The WPT Picks a High Perch   

Good day, friends.  This week’s bird is the gray-lined hawk, and boy, is it.  Mature birds are up to 61cm (24in) in length, weigh about 475 grams or 16.8 oz on average and are positively festooned with gray and white stripes.  Juveniles look much different, with brown mottling across their entire bodies.  The American Ornithological Society has declared it a separate species from the gray hawk, a similar bird which nonetheless has a range that does not overlap with that of its gray-lined relative.
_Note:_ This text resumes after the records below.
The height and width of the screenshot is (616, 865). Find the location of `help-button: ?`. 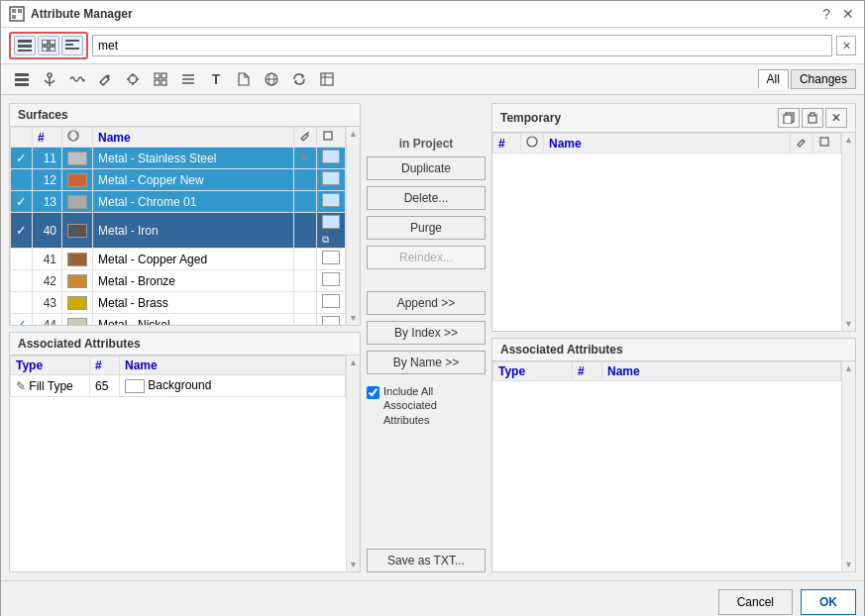

help-button: ? is located at coordinates (826, 14).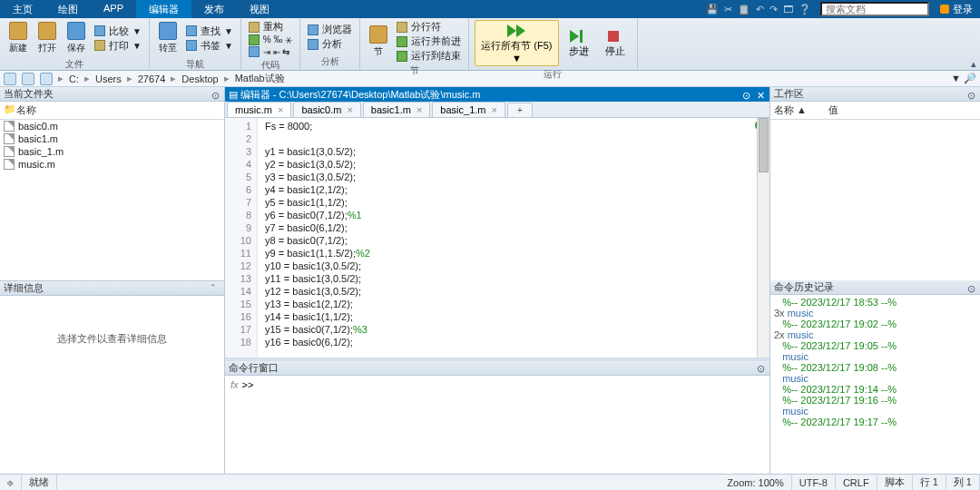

I was not able to find out when this occurred, but writing these headers has taught me that changes like this are often recent and determined by examining the genes of the birds in question to find differences there. 

The gray-lined hawk is found in Costa Rica and much of South America, including Colombia, Venezuela, Guyana, Suriname, French Guiana, and into Brazil, Peru, Bolivia and Paraguay.  I found one source that says it has a small range in the US, but was not able to find any corroborating information. 

Juvenile grey-lined hawk.

The bird lives in a variety of habitats including savannahs, forest edges, pastures with trees and something called a gallery forest.  A gallery forest is a forest that forms a corridor alongside wetlands or rivers, and spreads dense vegetation to areas where it would otherwise be less dense, like deserts, grasslands, and the aforementioned savannah.  The hawk hunts by perching high in a tree and swooping down on prey; it also catches prey on the wing during its characteristic low glide.  The gray-lined hawk is a fairly opportunistic predator, hunting a wide variety of meals.  It eats snakes, lizards, frogs, small mammals, quail and doves, fish and insects.  

Nests are built out of leaves and twigs and lined with fresh leaves.  The nests can be placed in evergreen trees and sometimes in dead trees, although hopefully not both.  Building a nest in a dead coniferous tree sounds like a recipe for disaster.  Between one and four eggs are laid at a time, and after hatching the new birds will live in the nest for about 42 days before they are ready to fly.  Parents will aggressively defend the nest during this time, especially from other raptors.  

In my quest to end these headers on a positive note, I came across the following quote from philosopher William James, “Act as if what you do makes a difference.  It does.”  No matter what is going on in the world around us, the good we do matters.